Non-Fiction: I Like to Watch by Emily Nussbaum

Good television criticism makes me want to up my game; the best television criticism makes me want to hang it up entirely. Emily Nussbaum’s first-rate I Like to Watch: Arguing My Way Through the Television Revolution (2019), a collection of essays, reviews, and auteur profiles, is compulsively readable, thoroughly enjoyable, and so eloquent it made me despair of my own abilities. (Well, until Jenn heard me complaining and shouted, “Come on! She has a Pulitzer Prize!” Fair point, fair point.)

Nussbaum is a smart, insightful writer and her book, which begins with a twenty-page essay entitled “How Buffy the Vampire Slayer Turned Me into a TV Critic,” hooked me instantly. Its title is targeted, but this opening piece is more than just an intelligent, nuanced appreciation of a great series. Identifying Buffy as a key franchise in television’s transformation from the industry’s old way of doing business to the streaming-empowered free-for-all of Peak TV, she puts her finger precisely on the media-consumption journey of many of us children of Generation X. Like Nussbaum, I grew up deriding the repetitive, formulaic TV of my youth, instead clinging to snobbishness for cinema and literature. Buffy is the perfect “bridge” show for discussing TV’s dramatic evolution into a new phase that combines the best of all worlds: episodic, cinematic, and literate. It’s a compelling lead-off hitter to the volume and sets the table for the pieces that follow, largely geared toward exploring the post-Buffy landscape, but occasionally peering backwards at earlier groundbreaking work.

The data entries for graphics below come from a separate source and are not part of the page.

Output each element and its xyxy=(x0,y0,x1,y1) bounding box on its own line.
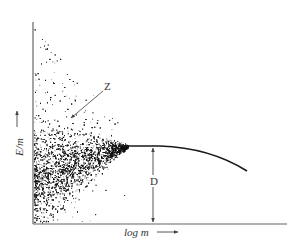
z-arrow xyxy=(71,91,103,118)
z-annotation-label: Z xyxy=(104,80,111,92)
energy-curve xyxy=(118,146,247,171)
diagram-canvas xyxy=(0,0,305,250)
d-annotation-label: D xyxy=(149,175,159,187)
y-axis-label: E/m xyxy=(13,132,25,162)
scatter-cloud xyxy=(34,29,129,223)
x-axis-label: log m xyxy=(124,226,149,238)
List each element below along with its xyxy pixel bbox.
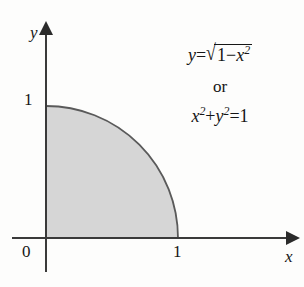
y-axis-label: y [30,24,38,41]
equation-annotation-block: y=√1−x2 or x2+y2=1 [142,44,298,125]
implicit-y: y [216,106,224,126]
scan-bleed-artifact [40,266,270,280]
y-axis-arrow-icon [39,21,53,35]
implicit-equals-sign: = [229,106,239,126]
figure-container: y x 0 1 1 y=√1−x2 or x2+y2=1 [0,0,304,287]
implicit-plus-sign: + [205,106,215,126]
equation-line-implicit: x2+y2=1 [142,107,298,125]
equation-equals-sign: = [196,45,206,65]
equation-connector-or: or [142,78,298,95]
y-axis-tick-label-1: 1 [24,91,33,108]
x-axis-tick-label-1: 1 [173,243,182,260]
origin-label: 0 [22,243,31,260]
radical-expression: √1−x2 [206,44,252,64]
x-axis-arrow-icon [286,231,300,245]
square-root-icon: √ [206,42,216,65]
x-axis-label: x [285,248,293,265]
radicand-minus-sign: − [226,45,236,65]
shaded-region [46,106,178,238]
equation-line-explicit: y=√1−x2 [142,44,298,64]
implicit-rhs-one: 1 [240,106,249,126]
radicand-x-exponent: 2 [244,43,250,57]
equation-lhs-y: y [188,45,196,65]
radicand-one: 1 [217,45,226,65]
radicand: 1−x2 [214,44,252,64]
radicand-x: x [236,45,244,65]
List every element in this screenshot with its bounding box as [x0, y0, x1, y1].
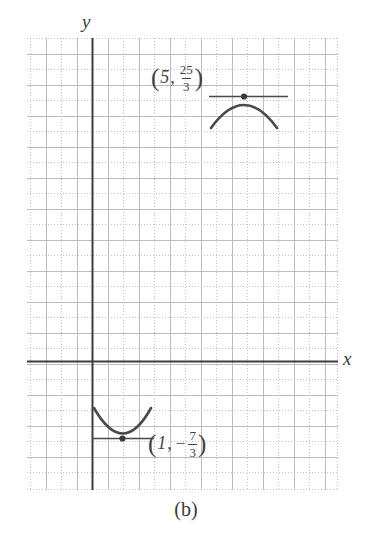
- open-paren: (: [151, 65, 159, 90]
- minus-sign: −: [175, 435, 188, 452]
- fraction-denominator: 3: [188, 444, 197, 460]
- vertex-y-fraction-maximum: 25 3: [178, 63, 195, 93]
- plot-background: [27, 38, 338, 490]
- open-paren: (: [148, 431, 156, 456]
- label-comma: ,: [170, 68, 178, 86]
- vertex-dot-maximum: [241, 93, 247, 99]
- figure-caption: (b): [0, 498, 372, 521]
- y-axis-label: y: [82, 12, 90, 31]
- fraction-denominator: 3: [182, 78, 191, 94]
- close-paren: ): [195, 65, 203, 90]
- close-paren: ): [198, 431, 206, 456]
- vertex-x-value-maximum: 5: [159, 68, 170, 86]
- vertex-label-maximum: ( 5 , 25 3 ): [151, 62, 203, 92]
- graph-figure: y x ( 5 , 25 3 ) ( 1 , − 7 3 ) (b): [0, 0, 372, 558]
- vertex-label-minimum: ( 1 , − 7 3 ): [148, 428, 206, 458]
- vertex-y-fraction-minimum: 7 3: [187, 429, 198, 459]
- vertex-x-value-minimum: 1: [156, 434, 167, 452]
- fraction-numerator: 7: [188, 429, 197, 444]
- label-comma: ,: [167, 434, 175, 452]
- x-axis-label: x: [343, 349, 351, 368]
- vertex-dot-minimum: [119, 435, 125, 441]
- fraction-numerator: 25: [179, 63, 194, 78]
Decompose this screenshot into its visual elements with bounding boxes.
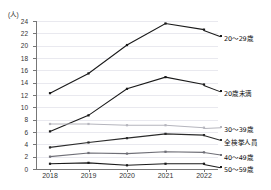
series-label-marker xyxy=(220,154,222,156)
series-line xyxy=(50,77,204,131)
series-label-2: 30～39歳 xyxy=(224,124,253,134)
series-label-1: 20歳未満 xyxy=(224,88,252,98)
series-marker xyxy=(87,114,89,116)
series-label-marker xyxy=(220,35,222,37)
series-marker xyxy=(126,44,128,46)
series-marker xyxy=(87,141,89,143)
series-marker xyxy=(126,164,128,166)
series-label-5: 50～59歳 xyxy=(224,164,253,174)
series-marker xyxy=(164,163,166,165)
series-label-leader xyxy=(204,127,221,129)
series-label-marker xyxy=(220,139,222,141)
series-marker xyxy=(49,130,51,132)
series-marker xyxy=(87,123,89,125)
series-marker xyxy=(164,151,166,153)
series-line xyxy=(50,23,204,93)
series-marker xyxy=(87,72,89,74)
series-marker xyxy=(164,76,166,78)
line-chart: (人) 024681012141618202224 20182019202020… xyxy=(0,0,271,190)
series-marker xyxy=(87,152,89,154)
series-marker xyxy=(164,124,166,126)
series-label-3: 全検挙人員 xyxy=(224,137,258,147)
series-label-marker xyxy=(220,126,222,128)
series-marker xyxy=(126,124,128,126)
series-marker xyxy=(87,162,89,164)
series-marker xyxy=(164,133,166,135)
series-label-4: 40～49歳 xyxy=(224,152,253,162)
series-marker xyxy=(49,123,51,125)
series-marker xyxy=(126,152,128,154)
series-label-marker xyxy=(220,166,222,168)
series-marker xyxy=(49,163,51,165)
series-line xyxy=(50,134,204,148)
series-marker xyxy=(126,88,128,90)
series-marker xyxy=(49,92,51,94)
series-marker xyxy=(126,137,128,139)
series-label-marker xyxy=(220,90,222,92)
series-marker xyxy=(49,146,51,148)
series-marker xyxy=(164,22,166,24)
series-marker xyxy=(49,156,51,158)
series-label-0: 20～29歳 xyxy=(224,33,253,43)
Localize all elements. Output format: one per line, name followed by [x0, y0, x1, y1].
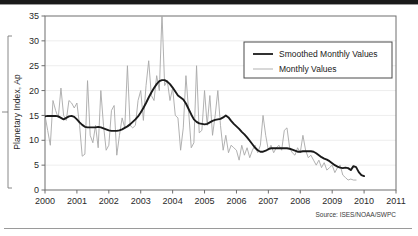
legend-label: Monthly Values	[279, 64, 336, 74]
x-axis: 2000200120022003200420052006200720082009…	[35, 190, 406, 206]
x-tick-label: 2005	[195, 196, 215, 206]
x-tick-label: 2004	[163, 196, 183, 206]
source-note: Source: ISES/NOAA/SWPC	[315, 211, 396, 218]
y-tick-label: 10	[29, 135, 39, 145]
y-axis-title: Planetary Index, Ap	[12, 74, 22, 150]
x-tick-label: 2009	[322, 196, 342, 206]
legend-label: Smoothed Monthly Values	[279, 49, 378, 59]
bottom-divider-rule	[4, 228, 412, 229]
y-tick-label: 0	[34, 185, 39, 195]
top-divider-shade	[0, 4, 418, 5]
x-tick-label: 2002	[99, 196, 119, 206]
y-axis-title-group: Planetary Index, Ap	[2, 36, 22, 188]
x-tick-label: 2011	[386, 196, 405, 206]
chart-legend: Smoothed Monthly ValuesMonthly Values	[244, 42, 392, 78]
y-tick-label: 30	[29, 36, 39, 46]
planetary-index-chart: 05101520253035 2000200120022003200420052…	[0, 0, 418, 228]
y-tick-label: 25	[29, 61, 39, 71]
x-tick-label: 2000	[35, 196, 55, 206]
x-tick-label: 2008	[290, 196, 310, 206]
x-tick-label: 2001	[67, 196, 87, 206]
y-tick-label: 5	[34, 160, 39, 170]
figure-container: 05101520253035 2000200120022003200420052…	[0, 0, 418, 236]
x-tick-label: 2007	[258, 196, 278, 206]
x-tick-label: 2006	[226, 196, 246, 206]
y-tick-label: 35	[29, 11, 39, 21]
y-tick-label: 15	[29, 111, 39, 121]
x-tick-label: 2003	[131, 196, 151, 206]
series-line-monthly-values	[45, 14, 356, 181]
x-tick-label: 2010	[354, 196, 374, 206]
y-tick-label: 20	[29, 86, 39, 96]
y-axis: 05101520253035	[29, 11, 45, 195]
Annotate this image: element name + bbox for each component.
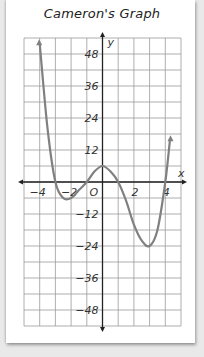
svg-text:O: O [90,186,99,199]
svg-text:−36: −36 [75,272,98,285]
svg-text:−12: −12 [75,208,98,221]
chart-plot: −4−22448362412−12−24−36−48Oxy [0,0,204,357]
svg-text:x: x [177,167,185,180]
tick-labels: −4−22448362412−12−24−36−48Oxy [30,36,185,317]
svg-text:−48: −48 [75,304,98,317]
curve-arrows [36,39,173,141]
svg-text:y: y [107,36,115,49]
svg-text:12: 12 [85,144,99,157]
svg-text:36: 36 [85,80,99,93]
svg-text:24: 24 [85,112,99,125]
svg-text:−24: −24 [75,240,98,253]
function-curve [40,43,170,246]
svg-text:48: 48 [85,48,99,61]
svg-text:−4: −4 [30,186,46,199]
svg-text:2: 2 [131,186,138,199]
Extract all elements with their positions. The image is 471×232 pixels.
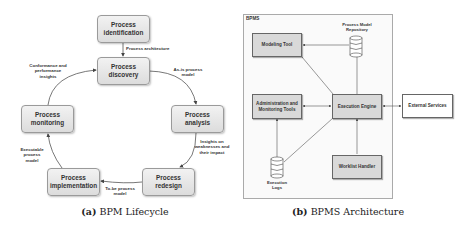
component-admin-monitoring-tools: Administration and Monitoring Tools — [252, 94, 302, 119]
database-icon-logs — [271, 157, 283, 178]
database-icon-repository — [350, 36, 362, 57]
caption-text-b: BPMS Architecture — [311, 206, 404, 217]
caption-bpms-architecture: (b) BPMS Architecture — [278, 206, 418, 217]
label-execution-logs: Execution Logs — [260, 180, 294, 190]
component-execution-engine: Execution Engine — [332, 94, 382, 119]
component-modeling-tool: Modeling Tool — [252, 33, 302, 57]
component-external-services: External Services — [402, 94, 453, 118]
label-process-model-repository: Process Model Repository — [336, 22, 378, 32]
caption-prefix-b: (b) — [292, 206, 308, 217]
component-worklist-handler: Worklist Handler — [332, 155, 382, 179]
architecture-connectors — [0, 0, 471, 232]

Nussbaum displays an eclectic range of interests, one that extends well beyond the usual suspects of “New Golden Age” TV. The Sopranos, of course, receives a much-deserved and well considered entry in the second slot; if Buffy was a bridge show, The Sopranos squarely sets its feet on the other side of the river. But Nussbaum refuses to narrow her focus on the dark, gritty, antihero shows that dominated the TV renaissance dialogue of the oughts. She’s more interested in the medium’s breadth and possibility, the shifting models of its production and its cultural impact. There are essays devoted to differently great shows that she loves (Jane the Virgin, The Good Wife, The Comeback), some that she doesn’t (True Detective, The Marvelous Mrs. Maisel), and still more that wrestle with the legacies of important cultural touchstones with checkered legacies (Sex in the City, Lost). She writes just as cogently about product placement and reality television as she does about TV’s modern classics. Generally, I like reading reviews and criticism of shows I’ve already seen, to compare notes and rekindle my memories, but here I found myself enjoying virtually every essay, including those about shows I have no intention of watching. And there are fascinating, in-depth profiles of important TV creatives like Kenya Barris, Jenji Kohan, Norman Lear, and Ryan Murphy.

The centerpiece of the collection may well be “Confessions of a Human Shield,” a novella-length essay sparked by the Harvey Weinstein scandal and #MeToo. It’s an extended, multifaceted examination of the perils of loving the art of problematic creators, where she wrestles with the work of fallen idols like Woody Allen and Louis C.K. How does one cope with that appreciation in light of troubling new knowledge? It’s a rich, detailed journey through the issues, even-handed in its approach and wise in its conclusions. Along the way, it includes a brilliant review of Hannah Gadsby’s incredible stand-up special Nanette, a show so intense, heartfelt, and affecting that I never had the guts to try to review it, for fear of selling it tragically short. (Seriously, just go watch it.)

So many drastic changes have happened in television over the past thirty years, and its content is so vast, rich, and complex, that it’s hard to remember “the before times” when TV was an empty, limited distraction. Nussbaum’s book reminded me of how far things have come, a brilliant articulation of the lures and wonders of the medium I’ve spent so much time of my recent life examining. For anyone looking to better understand and appreciate the modern TV landscape, I Like to Watch is a must-read.